Grade inflation, profs say, is no open-and-shut case

National debate over grade inflation was reinvigorated recently when officials at Princeton University proposed a drastic measure to limit the number of "A" marks awarded. Meanwhile, some Dartmouth professors have expressed concern about grades, despite the presence of established measures to curb the trend of higher scores.

"Well, I guess there's been a slight increase in the average GPA. And if we don't have a problem, we're approaching a problem," said environmental studies chair Andrew Friedland.

Friedland said he likes to have a spread of grades over students who take his class, and consistently keeps the median grade of his Environmental Studies 2 class at a B.

"I try to use grades to differentiate people in the class. I don't use them as punishments, but I try to reward the very best students with the highest grades," Friedland said.

Although Friedland said he did not feel compelled to raise the grades he gives, some professors said they feel some pressure to give higher grades to meet student expectations.

"Some students expect that if they work hard they will get an A. While hard work is certainly part of the recipe, it's not the only thing," earth sciences professor Leslie Sonder said.

According to Sonder, whose Natural Disasters class had a B-minus median grade last summer, "The problem with grade inflation is that it makes it difficult to compare people's performance, both within Dartmouth, and to compare Dartmouth grades to other institutions."

But, grade inflation is not a new phenomenon for the College.

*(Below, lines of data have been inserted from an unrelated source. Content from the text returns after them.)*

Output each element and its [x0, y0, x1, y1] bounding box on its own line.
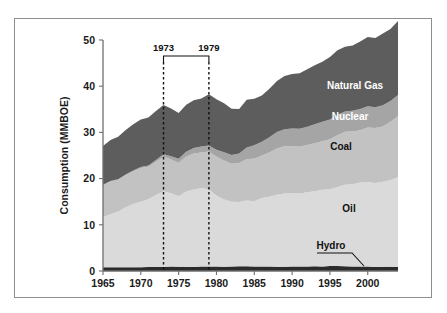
series-label-natural-gas: Natural Gas	[327, 80, 384, 91]
x-tick-label: 1990	[280, 277, 304, 289]
annotation-label-1973: 1973	[153, 42, 174, 53]
annotation-bracket	[164, 56, 209, 62]
y-tick-label: 10	[83, 219, 95, 231]
figure-container: 01020304050 1965197019751980198519901995…	[0, 0, 447, 313]
x-tick-label: 2000	[356, 277, 380, 289]
area-series-group	[103, 21, 398, 271]
x-tick-label: 1980	[205, 277, 229, 289]
y-tick-label: 30	[83, 126, 95, 138]
y-tick-label: 40	[83, 80, 95, 92]
annotation-label-1979: 1979	[198, 42, 219, 53]
x-tick-label: 1975	[167, 277, 191, 289]
stacked-area-chart: 01020304050 1965197019751980198519901995…	[0, 0, 447, 313]
y-axis-title: Consumption (MMBOE)	[58, 97, 70, 215]
y-tick-label-group: 01020304050	[83, 34, 95, 277]
y-tick-label: 0	[89, 265, 95, 277]
series-label-hydro: Hydro	[317, 240, 346, 251]
x-tick-label: 1965	[91, 277, 115, 289]
x-tick-label: 1970	[129, 277, 153, 289]
y-tick-label: 50	[83, 34, 95, 46]
x-tick-label: 1995	[318, 277, 342, 289]
x-tick-label-group: 19651970197519801985199019952000	[91, 277, 379, 289]
series-label-coal: Coal	[330, 141, 352, 152]
series-label-nuclear: Nuclear	[332, 111, 369, 122]
x-tick-label: 1985	[243, 277, 267, 289]
y-tick-label: 20	[83, 172, 95, 184]
series-label-oil: Oil	[342, 203, 356, 214]
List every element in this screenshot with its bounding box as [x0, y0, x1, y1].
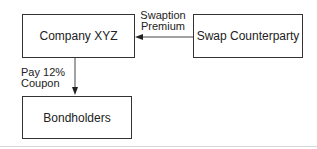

Grades have been rising at Dartmouth since the 1970s.

According to philosophy professor Bernard Gert, grade inflation exists in that Ds and Es are no longer commonly given out.

"We just changed the name of Ds and Es, [which are now] just there almost for flagrant non-application, but the normal grade scale is from C up," Gert said.

Gert, who has been teaching at Dartmouth since 1959, also remembered a time approximately 30 years ago when the College encouraged the practice of raising student grades.

"There was an official encouragement of grade inflation, because Dartmouth students were complaining that things were unfair because their grades did not reflect their standing vis-a-vis students at other schools," Gert said. "About five or 10 years after that, there was a worry that this advice was taken too much to heart."

In 1994, the faculty reacted to rising grades by voting to include the median grade of most classes on student transcripts, a practice Gert has recommended to other institutions. Sonder agreed that the median grade reporting system has been helpful in curbing the grade inflation trend on campus.

Gert said the system works because "an A in a course in which everybody gets As is no better than a B in a course in which everybody gets Bs."

Earlier this month, Nancy Malkiel, Princeton's dean of the college, proposed a measure which would restrict the amount of A-range grades to 35 percent of the total grades distributed, a decrease from last year, when 47 percent of grades at the school were As or A-minuses.

As for instituting new grading systems, Gert warned that the way professors judge student performance becomes an ingrained practice that new policies are difficult to change.

"You just develop internal standards, and I would think those internal standards are what determine how you grade. And it would be extremely hard to change that," Gert said.